The German army is struggling to remove booze supplies from Afghanistan as its troops pull out, says Der Spiegel. More than 65,000 cans of beer and 340 bottles of wine are sitting on the tarmac at Camp Marmal, in Mazar-i-sharif. They can’t be sold locally because alcohol sales are forbidden in the Muslim country, and the 1,000 troops who remain on the base are subject to a drinking ban. German soldiers are normally allowed two beers a day, but they have been placed on “high alert” during the withdrawal.  

Gone viral

A heroic rat named Magawa has retired from detecting landmines, says BBC News.
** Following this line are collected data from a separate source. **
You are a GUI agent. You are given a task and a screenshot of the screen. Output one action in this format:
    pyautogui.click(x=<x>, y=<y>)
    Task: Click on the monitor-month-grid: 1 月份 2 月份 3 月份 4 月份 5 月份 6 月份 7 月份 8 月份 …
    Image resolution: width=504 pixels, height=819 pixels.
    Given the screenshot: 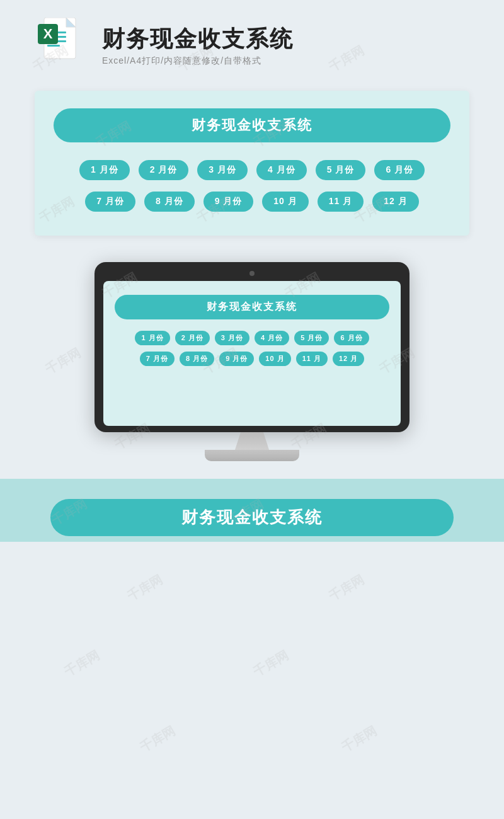 What is the action you would take?
    pyautogui.click(x=252, y=352)
    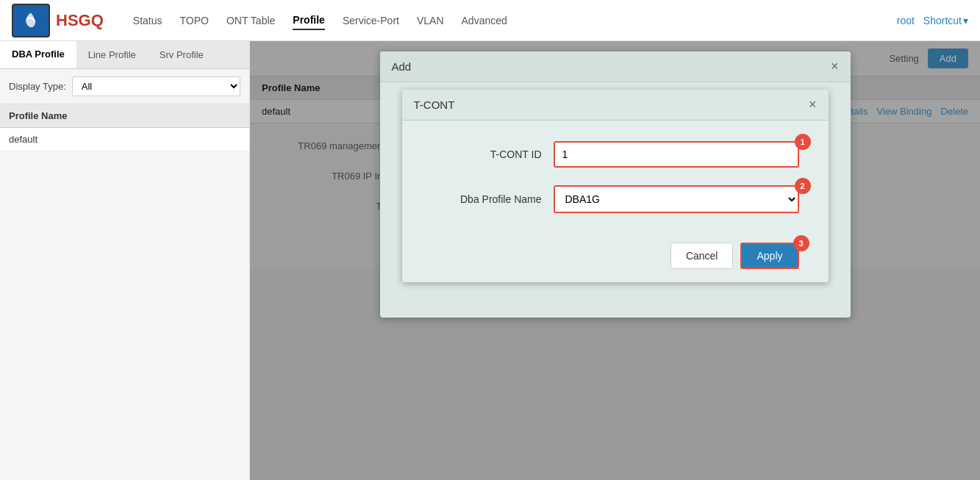 The height and width of the screenshot is (480, 980). I want to click on nav-user: root, so click(906, 21).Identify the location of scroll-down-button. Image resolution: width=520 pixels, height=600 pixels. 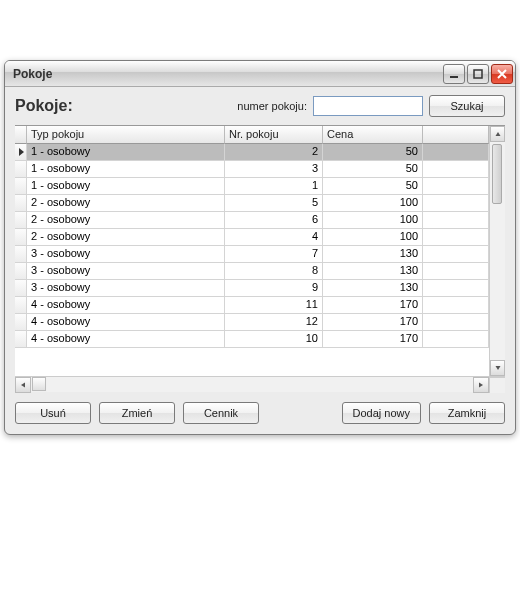
(498, 368).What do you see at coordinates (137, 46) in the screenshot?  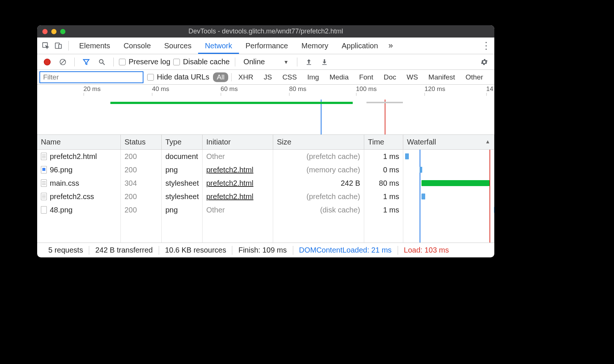 I see `tab-console: Console` at bounding box center [137, 46].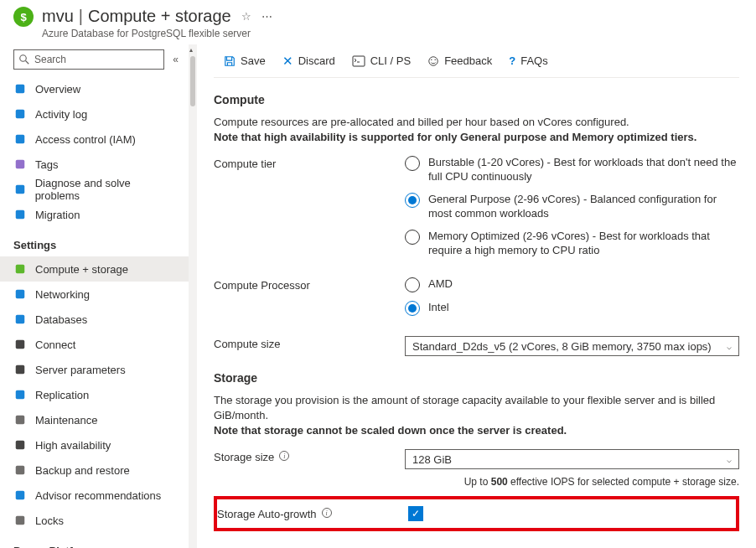 Image resolution: width=756 pixels, height=548 pixels. I want to click on sidebar-item-label: Advisor recommendations, so click(98, 496).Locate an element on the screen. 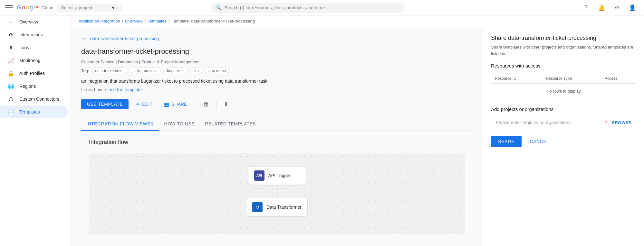 This screenshot has width=644, height=246. download-button: ⬇ is located at coordinates (226, 104).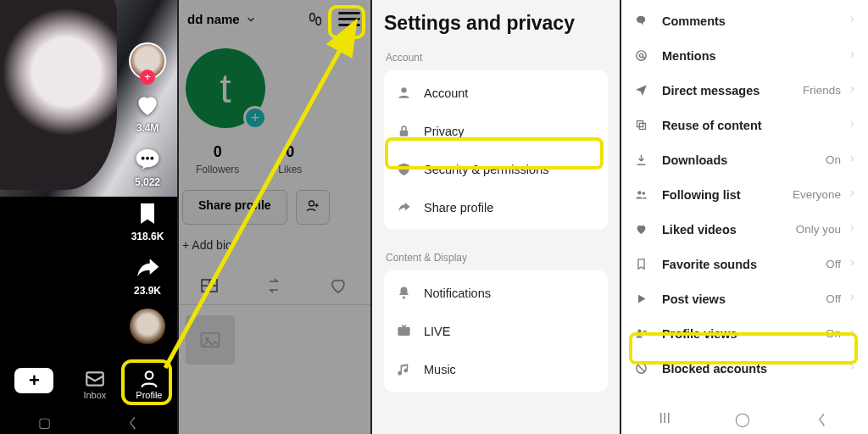 This screenshot has height=434, width=868. Describe the element at coordinates (744, 56) in the screenshot. I see `privacy-row-mentions: Mentions` at that location.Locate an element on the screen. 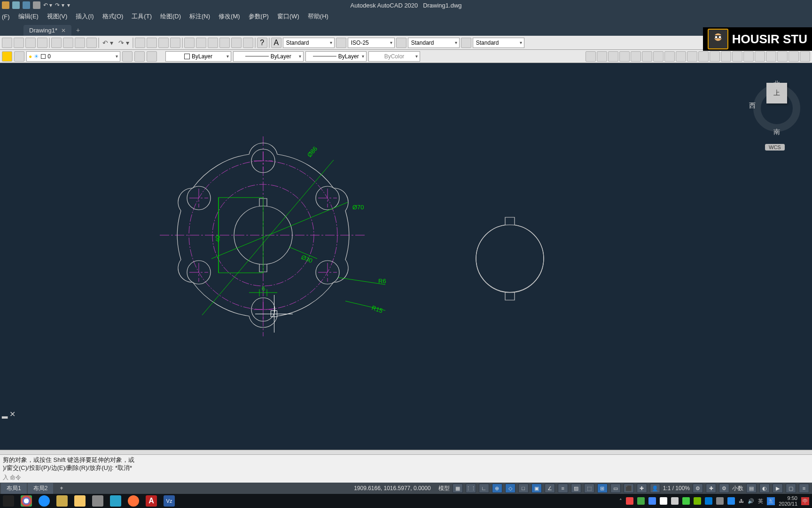 The height and width of the screenshot is (508, 812). dim-center-icon is located at coordinates (737, 56).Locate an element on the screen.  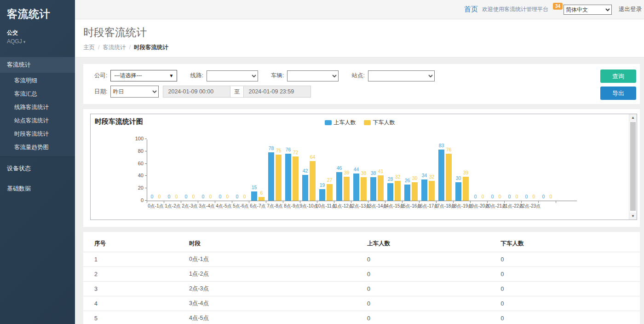
chart-bar: 19 is located at coordinates (322, 195).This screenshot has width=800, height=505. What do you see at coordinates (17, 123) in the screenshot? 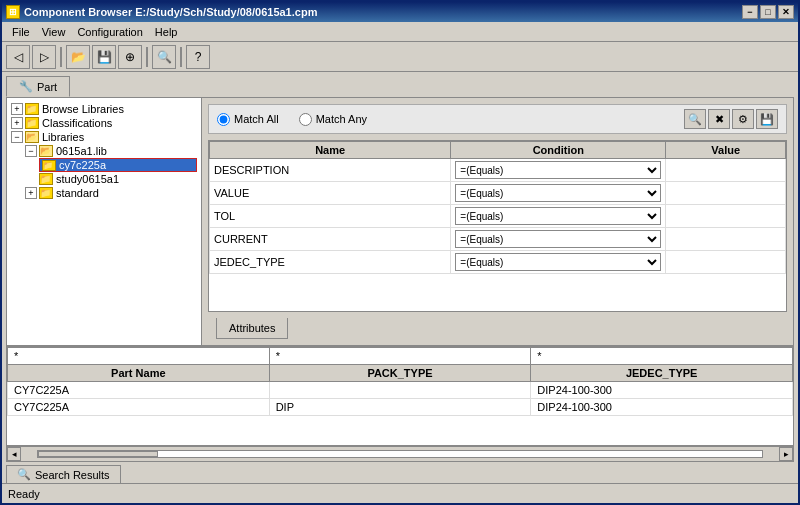
I see `expand-classifications: +` at bounding box center [17, 123].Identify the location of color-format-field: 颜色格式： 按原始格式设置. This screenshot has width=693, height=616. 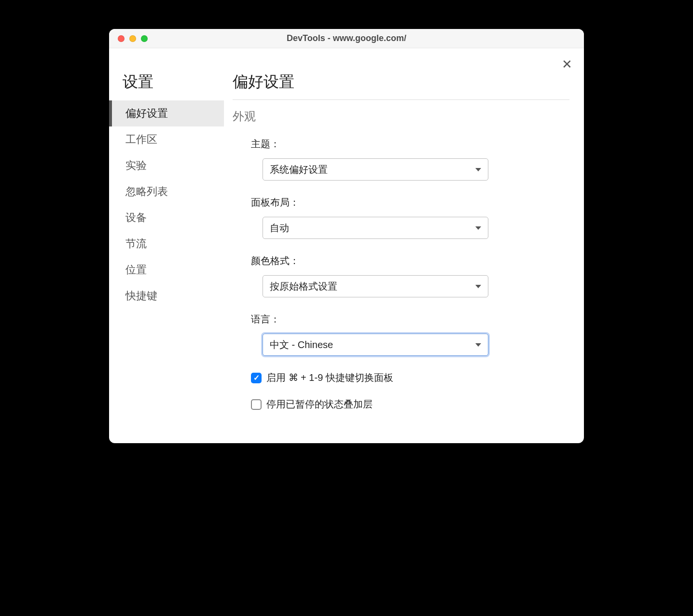
(410, 276).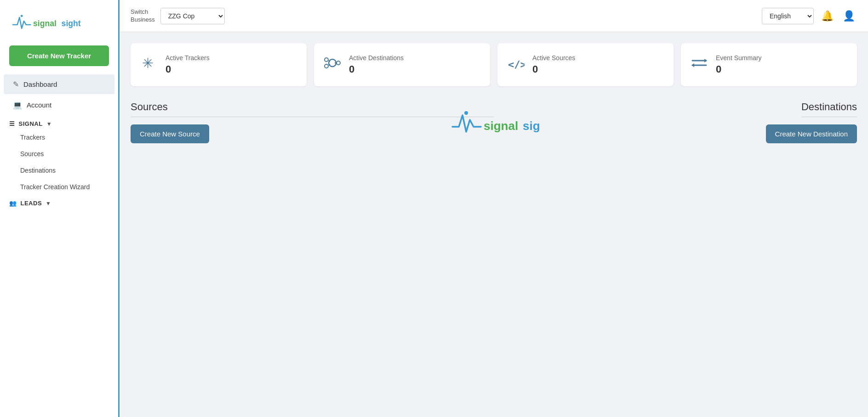  Describe the element at coordinates (376, 69) in the screenshot. I see `destinations-stat-value: 0` at that location.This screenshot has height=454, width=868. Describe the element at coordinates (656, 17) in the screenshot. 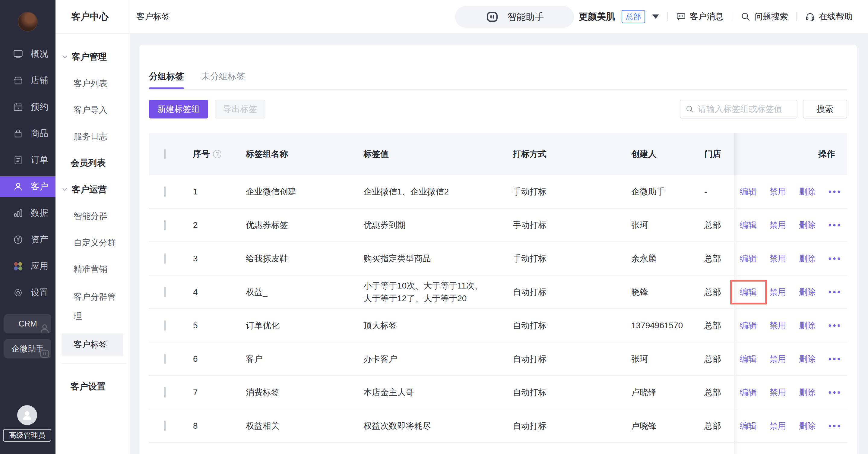

I see `chevron-down-icon` at that location.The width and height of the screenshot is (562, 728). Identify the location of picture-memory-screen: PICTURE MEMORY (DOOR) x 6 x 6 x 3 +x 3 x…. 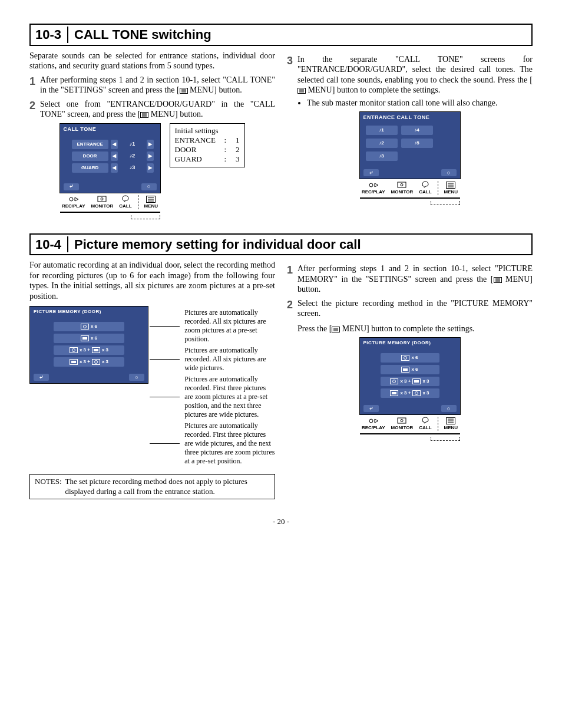
(89, 345).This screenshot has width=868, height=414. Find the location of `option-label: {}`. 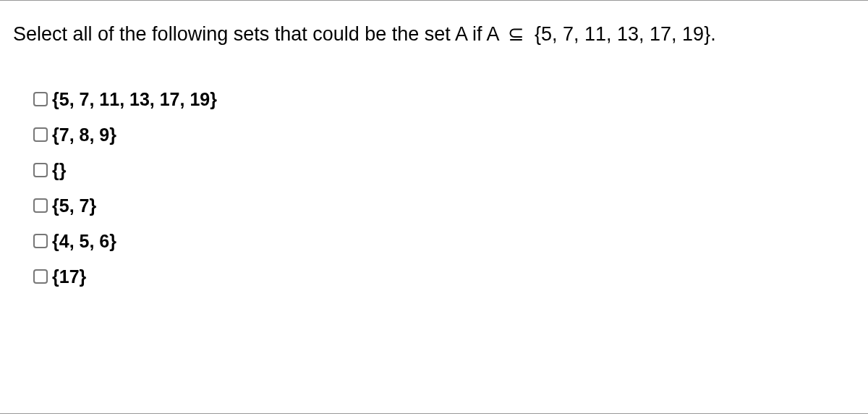

option-label: {} is located at coordinates (59, 171).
It has sniffed out 71 of the deadly devices in Cambodia over a five-year career, earning a prestigious PDSA Gold Medal – often referred to as the George Cross for animals. “He’s slowing down,” says Magawa’s handler, Malen. “We need to respect his needs.” The giant pouched rat will work for a few more weeks to mentor new rodent recruits.

Zeitgeist

Schools should stop describing classes as “top set” and “bottom set” because it dents self-esteem, several teachers tell the Times Educational Supplement. “Such fatalism creates a self-fulfilling prophecy of low expectations,” says Caroline Spalding, a headteacher from Derby. A suggested alternative: “previously low-attaining” and “previously high-attaining”.

Quoted

Quoted 07-06

“Somebody’s boring me… I think it’s me.” 

Dylan Thomas

Snapshot answer

It’s Frank Gehry’s latest creation, a twisted steel tower in Arles, France. The American architect modelled the building on Van Gogh’s Starry Night, painted while the artist was living in a nearby asylum in 1889. The building, which will open as an art centre on June 26, is 184ft high and made up of 11,000 stainless steel panels.